I do tend to agree with you that thinking of categories as objects, edges and an equivalence relat
...This is a reasonable way to resolve the paradox, but note that you're required to fix the max number of people ahead of time - and it can't change as you receive evidence (it must be a maximum across all possible worlds, and evidence just restricts the set of possible worlds). This essentially resolves Pascal's mugging by fixing some large number X and assigning probability 0 to claims about more than X people.
Just to sketch out the contradiction between unbounded utilities and gambles involving infinitely many outcomes a bit more explicitly.
If your probability function is unbounded, we can consider the following wager: You win 2 utils with probability 1/2, 4 utils with probability 1/4, and so on. The expected utility of this wager is infinite. (If there are no outcomes with utility exactly 2, 4, etc, we can award more - this is possible because utility is unbounded).
Now consider these wagers on a (fair) coinflip:
CFAR must have a lot of information about the efficacy of various rationality techniques and training methods (compared to any other org, at least). Is this information, or recommendations based on it, available somewhere? Say, as a list of techniques currently taught at CFAR - which are presumably the best ones in this sense. Or does one have to attend a workshop to find out?

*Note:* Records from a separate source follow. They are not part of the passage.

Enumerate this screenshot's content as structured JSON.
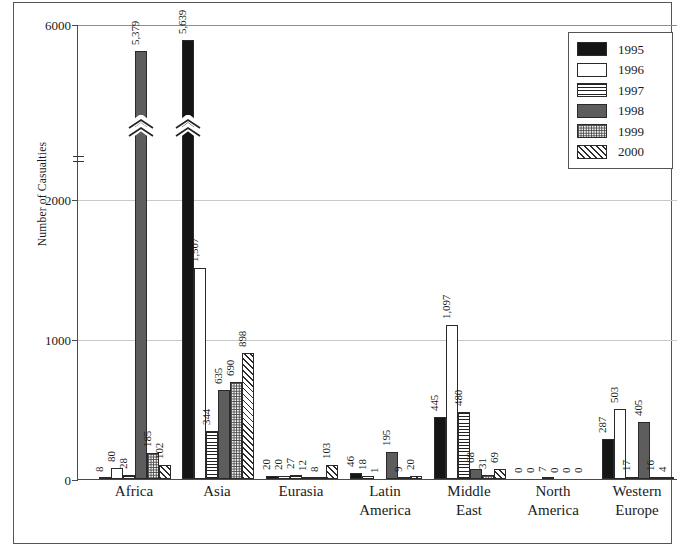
{
  "chart_data": {
    "type": "bar",
    "title": "",
    "xlabel": "",
    "ylabel": "Number of Casualties",
    "categories": [
      "Africa",
      "Asia",
      "Eurasia",
      "Latin\nAmerica",
      "Middle\nEast",
      "North\nAmerica",
      "Western\nEurope"
    ],
    "ylim": [
      0,
      6000
    ],
    "yticks": [
      0,
      1000,
      2000,
      6000
    ],
    "ytick_labels": [
      "0",
      "1000",
      "2000",
      "6000"
    ],
    "axis_break": {
      "between": [
        2000,
        6000
      ],
      "note": "y-axis broken above 2000"
    },
    "grid": true,
    "legend_position": "top-right",
    "series": [
      {
        "name": "1995",
        "pattern": "solid-black",
        "values": [
          8,
          5639,
          20,
          46,
          445,
          0,
          287
        ],
        "labels": [
          "8",
          "5,639",
          "20",
          "46",
          "445",
          "0",
          "287"
        ]
      },
      {
        "name": "1996",
        "pattern": "solid-white",
        "values": [
          80,
          1507,
          20,
          18,
          1097,
          0,
          503
        ],
        "labels": [
          "80",
          "1,507",
          "20",
          "18",
          "1,097",
          "0",
          "503"
        ]
      },
      {
        "name": "1997",
        "pattern": "horizontal-lines",
        "values": [
          28,
          344,
          27,
          1,
          480,
          7,
          17
        ],
        "labels": [
          "28",
          "344",
          "27",
          "1",
          "480",
          "7",
          "17"
        ]
      },
      {
        "name": "1998",
        "pattern": "solid-gray",
        "values": [
          5379,
          635,
          12,
          195,
          68,
          0,
          405
        ],
        "labels": [
          "5,379",
          "635",
          "12",
          "195",
          "68",
          "0",
          "405"
        ]
      },
      {
        "name": "1999",
        "pattern": "stipple-dots",
        "values": [
          185,
          690,
          8,
          9,
          31,
          0,
          16
        ],
        "labels": [
          "185",
          "690",
          "8",
          "9",
          "31",
          "0",
          "16"
        ]
      },
      {
        "name": "2000",
        "pattern": "diagonal-hatch",
        "values": [
          102,
          898,
          103,
          20,
          69,
          0,
          4
        ],
        "labels": [
          "102",
          "898",
          "103",
          "20",
          "69",
          "0",
          "4"
        ]
      }
    ],
    "clipped_bars": [
      {
        "category": "Africa",
        "series": "1998",
        "value": 5379
      },
      {
        "category": "Asia",
        "series": "1995",
        "value": 5639
      }
    ],
    "colors": {
      "y1995": "#151515",
      "y1996": "#ffffff",
      "y1997": "#ffffff",
      "y1998": "#5d5d5d",
      "y1999": "#f2f2f2",
      "y2000": "#ffffff",
      "outline": "#2a2a2a",
      "gridline": "#c9c9c9",
      "axis": "#4a4a4a",
      "frame": "#555555",
      "background": "#ffffff"
    }
  },
  "legend": {
    "entries": [
      {
        "label": "1995",
        "swatch": "legend-swatch-1995"
      },
      {
        "label": "1996",
        "swatch": "legend-swatch-1996"
      },
      {
        "label": "1997",
        "swatch": "legend-swatch-1997"
      },
      {
        "label": "1998",
        "swatch": "legend-swatch-1998"
      },
      {
        "label": "1999",
        "swatch": "legend-swatch-1999"
      },
      {
        "label": "2000",
        "swatch": "legend-swatch-2000"
      }
    ]
  }
}
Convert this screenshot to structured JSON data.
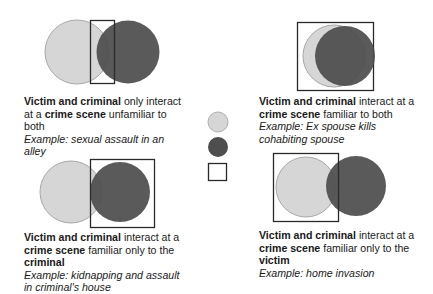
{
  "colors": {
    "victim_fill": "#d6d6d6",
    "victim_stroke": "#a8a8a8",
    "criminal_fill": "#4e4e4e",
    "box_stroke": "#2a2a2a"
  },
  "legend": {
    "items": [
      {
        "shape": "light-circle",
        "meaning": "victim"
      },
      {
        "shape": "dark-circle",
        "meaning": "criminal"
      },
      {
        "shape": "square",
        "meaning": "crime scene"
      }
    ]
  },
  "panels": [
    {
      "id": "top-left",
      "bold1": "Victim and criminal",
      "text1": " only interact at a ",
      "bold2": "crime scene",
      "text2": " unfamiliar to both",
      "bold3": "",
      "example": "Example: sexual assault in an alley"
    },
    {
      "id": "top-right",
      "bold1": "Victim and criminal",
      "text1": " interact at a ",
      "bold2": "crime scene",
      "text2": " familiar to both",
      "bold3": "",
      "example": "Example: Ex spouse kills cohabiting spouse"
    },
    {
      "id": "bottom-left",
      "bold1": "Victim and criminal",
      "text1": " interact at a ",
      "bold2": "crime scene",
      "text2": " familiar only to the ",
      "bold3": "criminal",
      "example": "Example: kidnapping and assault in criminal's house"
    },
    {
      "id": "bottom-right",
      "bold1": "Victim and criminal",
      "text1": " interact at a ",
      "bold2": "crime scene",
      "text2": " familiar only to the ",
      "bold3": "victim",
      "example": "Example: home invasion"
    }
  ]
}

There's some recent work in the statistics literature exploring similar ideas. I don't know if you're aware of this, or if it's really relevant to what you're doing (I haven't thought a lot about the comparisons yet), but here are some papers.

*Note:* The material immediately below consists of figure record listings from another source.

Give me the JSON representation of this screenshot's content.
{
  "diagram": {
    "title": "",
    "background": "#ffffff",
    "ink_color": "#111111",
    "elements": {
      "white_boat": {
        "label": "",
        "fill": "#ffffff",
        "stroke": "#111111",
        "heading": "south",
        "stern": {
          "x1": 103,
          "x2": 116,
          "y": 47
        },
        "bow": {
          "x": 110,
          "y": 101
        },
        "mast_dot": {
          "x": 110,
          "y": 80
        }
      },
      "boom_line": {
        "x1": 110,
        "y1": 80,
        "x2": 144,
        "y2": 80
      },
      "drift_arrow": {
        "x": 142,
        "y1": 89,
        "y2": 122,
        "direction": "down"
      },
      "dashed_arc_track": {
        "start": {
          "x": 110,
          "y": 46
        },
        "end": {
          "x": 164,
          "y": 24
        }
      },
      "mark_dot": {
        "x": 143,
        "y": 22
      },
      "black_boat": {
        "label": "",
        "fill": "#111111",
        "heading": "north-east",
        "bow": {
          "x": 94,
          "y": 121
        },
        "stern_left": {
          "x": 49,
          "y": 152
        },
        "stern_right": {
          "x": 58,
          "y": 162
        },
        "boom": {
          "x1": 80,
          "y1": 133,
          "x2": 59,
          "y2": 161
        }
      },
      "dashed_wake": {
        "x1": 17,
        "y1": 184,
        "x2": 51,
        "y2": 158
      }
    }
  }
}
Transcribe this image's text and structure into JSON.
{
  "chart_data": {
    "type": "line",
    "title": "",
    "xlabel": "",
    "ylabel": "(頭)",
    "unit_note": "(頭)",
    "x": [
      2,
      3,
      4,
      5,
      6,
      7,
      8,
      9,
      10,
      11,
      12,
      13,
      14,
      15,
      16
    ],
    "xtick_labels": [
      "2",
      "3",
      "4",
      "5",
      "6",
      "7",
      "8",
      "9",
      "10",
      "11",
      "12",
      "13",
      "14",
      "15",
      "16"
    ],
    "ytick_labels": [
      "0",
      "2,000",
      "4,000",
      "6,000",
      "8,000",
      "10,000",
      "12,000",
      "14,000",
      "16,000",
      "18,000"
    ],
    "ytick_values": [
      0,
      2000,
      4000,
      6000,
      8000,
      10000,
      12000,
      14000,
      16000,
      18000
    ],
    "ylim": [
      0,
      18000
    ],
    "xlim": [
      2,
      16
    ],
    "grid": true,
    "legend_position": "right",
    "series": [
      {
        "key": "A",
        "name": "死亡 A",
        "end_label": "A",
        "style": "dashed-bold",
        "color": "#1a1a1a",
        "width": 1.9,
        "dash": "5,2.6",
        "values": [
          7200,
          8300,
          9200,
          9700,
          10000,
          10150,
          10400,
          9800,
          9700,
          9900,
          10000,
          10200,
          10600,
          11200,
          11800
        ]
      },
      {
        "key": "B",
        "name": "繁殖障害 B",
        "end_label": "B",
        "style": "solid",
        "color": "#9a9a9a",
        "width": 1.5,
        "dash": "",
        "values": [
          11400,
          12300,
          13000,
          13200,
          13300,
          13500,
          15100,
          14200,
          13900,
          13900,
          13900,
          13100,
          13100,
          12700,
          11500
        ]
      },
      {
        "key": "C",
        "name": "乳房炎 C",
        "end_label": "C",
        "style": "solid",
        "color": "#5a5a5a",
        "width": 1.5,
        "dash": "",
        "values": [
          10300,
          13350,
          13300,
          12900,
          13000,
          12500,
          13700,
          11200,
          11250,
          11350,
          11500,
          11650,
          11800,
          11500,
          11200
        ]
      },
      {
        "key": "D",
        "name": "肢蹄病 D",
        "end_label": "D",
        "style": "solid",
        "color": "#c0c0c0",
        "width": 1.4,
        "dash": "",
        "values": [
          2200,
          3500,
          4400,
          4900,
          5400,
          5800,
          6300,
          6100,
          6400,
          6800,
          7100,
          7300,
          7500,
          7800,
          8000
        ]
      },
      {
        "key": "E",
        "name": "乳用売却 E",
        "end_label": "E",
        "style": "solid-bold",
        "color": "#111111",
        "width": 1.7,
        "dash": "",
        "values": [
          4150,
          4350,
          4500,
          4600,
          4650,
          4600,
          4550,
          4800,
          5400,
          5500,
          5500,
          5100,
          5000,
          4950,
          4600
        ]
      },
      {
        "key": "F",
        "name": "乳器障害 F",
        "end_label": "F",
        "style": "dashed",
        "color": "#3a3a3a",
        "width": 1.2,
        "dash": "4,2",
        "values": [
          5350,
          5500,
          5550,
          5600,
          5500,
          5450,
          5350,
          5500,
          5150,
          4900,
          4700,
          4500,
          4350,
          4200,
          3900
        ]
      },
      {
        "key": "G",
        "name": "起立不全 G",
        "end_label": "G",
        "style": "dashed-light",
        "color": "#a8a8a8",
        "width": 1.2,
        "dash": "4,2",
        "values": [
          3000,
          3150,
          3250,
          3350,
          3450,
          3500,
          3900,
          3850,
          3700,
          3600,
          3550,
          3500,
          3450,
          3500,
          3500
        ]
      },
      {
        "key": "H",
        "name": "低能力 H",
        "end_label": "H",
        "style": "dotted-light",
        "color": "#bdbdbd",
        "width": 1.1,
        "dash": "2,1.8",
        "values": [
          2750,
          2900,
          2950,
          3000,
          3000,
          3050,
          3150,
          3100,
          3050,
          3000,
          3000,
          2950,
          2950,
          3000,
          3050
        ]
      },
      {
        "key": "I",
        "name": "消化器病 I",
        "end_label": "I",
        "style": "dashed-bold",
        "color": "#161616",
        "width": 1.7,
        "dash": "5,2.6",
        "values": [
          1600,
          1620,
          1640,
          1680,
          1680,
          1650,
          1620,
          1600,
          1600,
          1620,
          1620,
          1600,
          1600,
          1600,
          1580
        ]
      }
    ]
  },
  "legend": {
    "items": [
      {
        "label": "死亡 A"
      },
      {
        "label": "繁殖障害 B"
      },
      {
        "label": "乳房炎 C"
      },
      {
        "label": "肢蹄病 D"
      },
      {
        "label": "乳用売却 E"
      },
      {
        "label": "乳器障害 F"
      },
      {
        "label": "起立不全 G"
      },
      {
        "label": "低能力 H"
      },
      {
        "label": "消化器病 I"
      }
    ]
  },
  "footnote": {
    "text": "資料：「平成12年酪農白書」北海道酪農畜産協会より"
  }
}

A thought about productivity systems/workflow optimization:
One principle of good design is "make the thing you want people to do, the easy thing to do". However, this idea is susceptible to the following form of Goodhart: often a lot of the value in some desirable action comes from the things that make it difficult.
For instance, sometimes I decide to migrate some notes from one note-taking system to another. This is usually extremely useful, because it forces me to review the notes and think about how they relate to each other and to the new system. If I m
...A simple remark: we don't have access to all of , only up until the current time. So we have to make sure that we don't get a degenerate pair which diverges wildly from the actual universe at some point in the future.

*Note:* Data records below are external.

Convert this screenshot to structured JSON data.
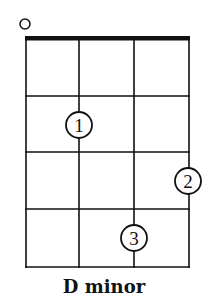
{
  "chord": {
    "name": "D minor",
    "instrument_strings": 4,
    "frets_shown": 4,
    "open_strings": [
      1
    ],
    "fingers": [
      {
        "finger": "1",
        "string": 2,
        "fret": 2
      },
      {
        "finger": "2",
        "string": 4,
        "fret": 3
      },
      {
        "finger": "3",
        "string": 3,
        "fret": 4
      }
    ],
    "open_marker": "○"
  },
  "colors": {
    "line": "#111111",
    "background": "#ffffff"
  }
}
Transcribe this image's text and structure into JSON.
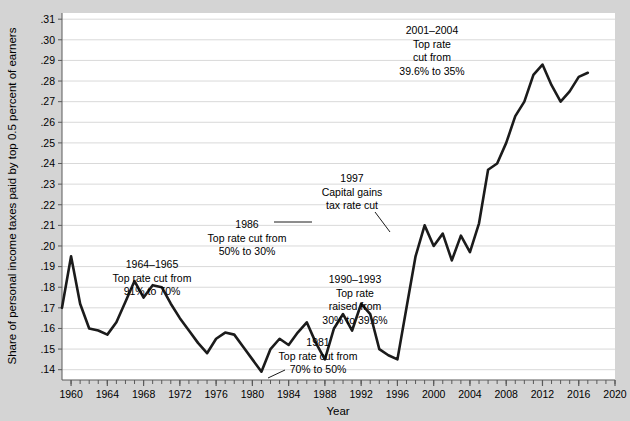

Maybe this is similar to the fact that we don't want AIs to diverge from human values once we go off-distribution? But you're definitely right that there's a difference: we do want AIs to diverge from human behaviour (even in common situations).
I've noticed a sort of tradeoff in how I use planning/todo systems (having experimented with several such systems recently). This mainly applies to planning things with no immediate deadline, where it's more about how to split a large amount of available time between a large number of tasks, rather than about remembering which things to do when. For instance, think of a personal reading list - there is no hurry to read any particular things on it, but you do want to be spending your reading time effectively.
On one extreme, I make a commitment to myself to
...
Well, the cars are controlled by a centralized system with extremely good security, and the existence of the cars falls almost entirely withing an extended period of global peace and extremely low levels of violence. And when war breaks out in the fourth book they're taken off the board right at the start, more or less.
(The cars run on embedded fusion engines, so their potential as kinetic weapons is the least dangerous thing about them).